Small steps, not big leaps

A good storyworld plays like bringing in a big fish with a weak fishing line. Unlike a game, storyworlds don’t have big dramatic moments where the player decides the fate of the universe — not until the very end. Instead, the dramatic action proceeds in lots of small steps, some forward, some backward. Sometimes, the player must accept reversals, just as a fisherman must let the fish have the line when he pulls hard. At other times, the player can reel in the drama, just as the fisherman reels in the fish when it pauses.

The underlying strategy is for the player to improve the pValues of the other characters towards the player. This process takes place through a multitude of small steps. People don’t fall in love after one clever comment. People don’t commit to follow a leader after he does one heroic thing. Relationships develop over hundreds of small steps. Inevitably, there are setbacks, and recovering from the setbacks is a crucial part of the process.

Sometimes improving your relationship with one character hurts your relationship with another character. Balancing one gain against another loss is also part of the process of building relationships.

It’s not the path

People who labor under the misconception that a storyworld is like a text adventure tend to think in terms of a network of nodes to traverse, with one node representing success, and that node can be reached only by tracing the correct path. This is double-plus ungood wrongthink. The player’s success or failure is established by WHAT he does while traversing the network, not WHERE he goes. Theoretically, it should be possible to create a simple linear path that the player traverses every time he plays, but the player’s choice of options in each case determine the outcome. Here’s are some diagrams showing various networks, paths, and trees:

A story is simply a linear sequence of events, with no choices available to the reader. The simplest and most obvious way to make it interactive is with a conventional tree structure where the player’s choices lead to different outcomes. The flaw in tree structures is the exponential explosion of nodes; nobody can build a tree big enough to provide an interesting experience.

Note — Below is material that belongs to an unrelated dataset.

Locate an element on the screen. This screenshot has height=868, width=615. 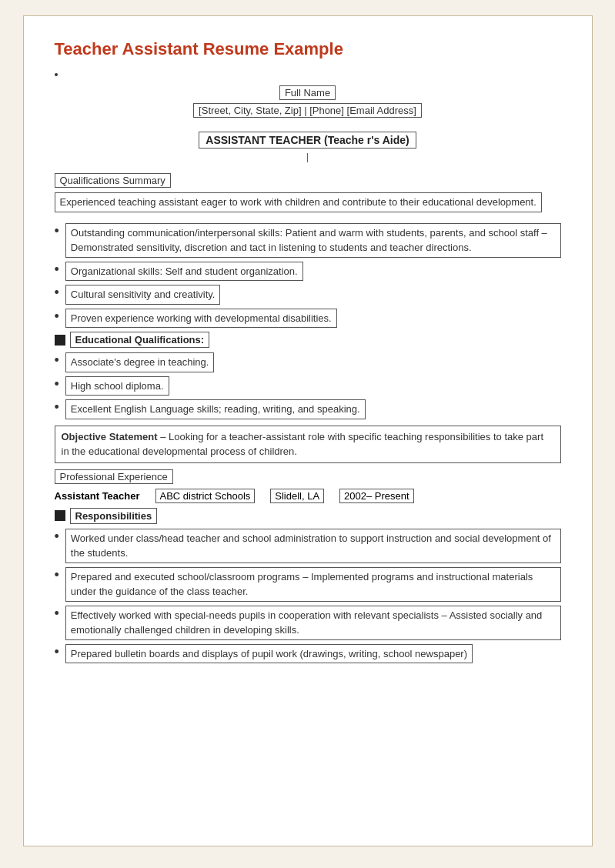
responsibilities-list: Worked under class/head teacher and scho… is located at coordinates (308, 596).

The big step forward is a directed graph with global variables whose values change incrementally as the graph is traversed. An early and very simple version of this was Pac-Man:

The directed graph is shown on the right; the dots are the global variables that are changed by traversal through the graph. However, this is a simple application of the idea of using a directed graph with global variables; the Storytron technology took this much further with a much richer set of global variables that could be altered by the player’s behavior as he traversed the graph.

Here is a very, very simple version of the graph for an encounter-based storyworld:

Here it is the pValues that are altered by the player’s behavior as he traverses the simple story-like graph.

RomCom

The demo storyworld is RomCom. It presents a simple story of a guy and a gal meeting. It’s nowhere near polished and perfect; there are plenty of tuning problems, but my intention is to give users the opportunity to mess around with a storyworld.

The first four encounters (A Bad Day, First Meeting, Introductions, and Schedule Lunch) are prefatory. They are meant to provide an introduction to the general situation and the characters. The player does not have any leeway for meaningful interaction. This is necessary to encounter storyworlds; the player should not have to make decisions before the basic situation has been laid down. Only after the player has gone through the basics should the player be presented with dramatically meaningful choices. This takes place in the next five encounters (Prepare for Date, Opening Conversation, What’s Your Job, Are You From Here?, and Ask About Pets). These lead to the concluding encounter, Final Decision, in which the results of the player’s actions are brought to bear.

There are five endpoints to the game, each reached in a different manner.